War would certainly be highly dangerous. It would create a grave international crisis, alienate China, invite an attack on South Korea and Seoul, perhaps provoke a nuclear "spasm" response from a barely rational Kim, and produce unknown consequences. If that were the sole alternative, then the current diplomatic process might well be preferable.
Fortunately, there is a third approach -- one that turns the Chinese key in the lock. There are an estimated 400,000 North Korean refugees in China. More are expected when the winter drives starving people to cross the Chinese border for food and work. They are routinely returned by China to Kim's regime and then worked to death in his gulag.

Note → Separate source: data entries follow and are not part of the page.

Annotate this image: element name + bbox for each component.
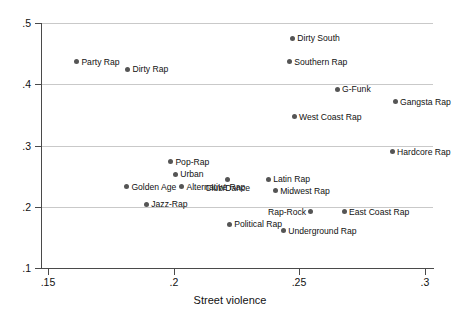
y-axis-tick xyxy=(35,23,41,24)
data-point-label: Latin Rap xyxy=(273,175,310,184)
data-point-label: Pop-Rap xyxy=(175,157,209,166)
data-point-marker xyxy=(290,36,295,41)
y-axis-tick xyxy=(35,84,41,85)
data-point-label: Rap-Rock xyxy=(268,207,306,216)
x-axis-tick-label: .2 xyxy=(170,277,179,288)
data-point-label: West Coast Rap xyxy=(299,112,361,121)
data-point-label: Urban xyxy=(180,170,203,179)
y-axis-tick-label: .2 xyxy=(22,202,31,213)
data-point-label: G-Funk xyxy=(342,85,371,94)
y-axis-tick xyxy=(35,146,41,147)
data-point-label: Hardcore Rap xyxy=(397,147,451,156)
x-axis-line xyxy=(41,268,434,269)
x-axis-tick xyxy=(48,269,49,275)
y-axis-tick xyxy=(35,207,41,208)
data-point-label: Political Rap xyxy=(234,220,282,229)
x-axis-tick xyxy=(425,269,426,275)
y-axis-tick-label: .4 xyxy=(22,79,31,90)
y-axis-tick-label: .1 xyxy=(22,263,31,274)
y-axis-tick xyxy=(35,268,41,269)
x-axis-tick-label: .25 xyxy=(292,277,307,288)
y-axis-line xyxy=(41,23,42,269)
x-axis-tick-label: .3 xyxy=(421,277,430,288)
gridline-y xyxy=(41,146,433,147)
data-point-label: Alternative Rap xyxy=(186,182,245,191)
data-point-marker xyxy=(227,222,232,227)
x-axis-tick-label: .15 xyxy=(41,277,56,288)
data-point-marker xyxy=(266,177,271,182)
data-point-marker xyxy=(335,87,340,92)
data-point-label: Dirty South xyxy=(297,34,340,43)
y-axis-tick-label: .5 xyxy=(22,18,31,29)
x-axis-tick xyxy=(299,269,300,275)
data-point-label: Dirty Rap xyxy=(132,65,168,74)
data-point-marker xyxy=(173,172,178,177)
data-point-label: Golden Age xyxy=(131,182,176,191)
scatter-chart: Swagger Street violence .1.2.3.4.5.15.2.… xyxy=(0,0,460,319)
data-point-label: Midwest Rap xyxy=(280,186,330,195)
data-point-label: Party Rap xyxy=(81,57,119,66)
x-axis-tick xyxy=(174,269,175,275)
data-point-label: Underground Rap xyxy=(288,226,356,235)
data-point-label: Gangsta Rap xyxy=(400,97,451,106)
gridline-y xyxy=(41,23,433,24)
data-point-label: East Coast Rap xyxy=(349,207,409,216)
data-point-label: Jazz-Rap xyxy=(151,200,187,209)
gridline-y xyxy=(41,84,433,85)
x-axis-label: Street violence xyxy=(0,295,460,306)
data-point-label: Southern Rap xyxy=(294,57,347,66)
y-axis-tick-label: .3 xyxy=(22,141,31,152)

That is a breach of international law. China has signed a treaty that gives the United Nations High Commissioner for Refugees the right of access to such refugees and the right to refer any dispute about them to binding international arbitration. The UNHCR has not been given access to these refugees, but the commissioner has taken no action to refer the matter to arbitration. Last April Sen. Sam Brownback of Kansas and Rep. Frank Wolf of Virginia complained of this failure in a letter to retiring U.N. Secretary-General Kofi Annan. They have yet to receive a reply. Similarly, the Bush administration -- at the insistence of the president himself rather than of a lukewarm State Department -- has called on China to live up to its signature on this human rights treaty.
This is merely the start of a major new human rights campaign -- and one which China will be unable to ignore. There is a large and growing left-right coalition of Korean Americans, traditional human rights groups and evangelical churches. They were the political forces behind the North Korean Human Rights Act passed two years ago by Congress (and -- full disclosure -- largely drafted by my Hudson Institute colleague, Michael Horowitz). They will now be raising the issue of North Korean refugees in Washington, on TV, in churches, in rallies and on the Internet.
North Korean refugees will eventually become a bipartisan political issue on the scale of the plight of Soviet Jews in the 1970s. Just as that issue produced the Jackson-Vanik amendment, forcing the Soviets to choose between allowing their emigration or losing access to the U.S. market, so the plight of North Korean refugees will eventually present China with a similar choice. And trade with America is vastly larger and more important to a fast-growing capitalist China than it was to a stagnant and impoverished Soviet Union.
Of course, China could retaliate against trade restrictions by selling its U.S. bonds and provoking a fiscal crisis and a trade war simultaneously. Everyone would lose massively. Before we blunder into that crisis, therefore, both sides should ask themselves: How much are Kim and the survival of his regime worth to us?
For America the answer is clear: His downfall and replacement by a civilized regime would be major strategic and moral gain. For China, it is surely no less clear: Kim is useful mainly as an irritant to America and its Asian allies. Beijing, along with everyone else, would actually be better off with a buffer regime in Pyongyang that was friendly to China without being either a nuclear threat or an affront to human decency.
China's long-term interests do not lie with a policy of blackmailing America into "stabilizing" the murderous Kim regime. Its benefits are trivial (a little gloating over America's difficulties) and its costs could well be substantial. But if Beijing were to make a few telephone calls to its favorite generals in Pyongyang, suggesting they would benefit from his overthrow and the gradual liberalization of his regime, it could advance its own interests and seek some reward from Washington, Tokyo and the U.N. for being an international good neighbor.
If the Chinese Embassy would like to hire me as a consultant, my price is 50 cents -- for I will return to this issue in future columns to discuss exactly how this campaign will be waged.
John O'Sullivan was a Senior Fellow at Hudson Institute and editor-at-large of National Review.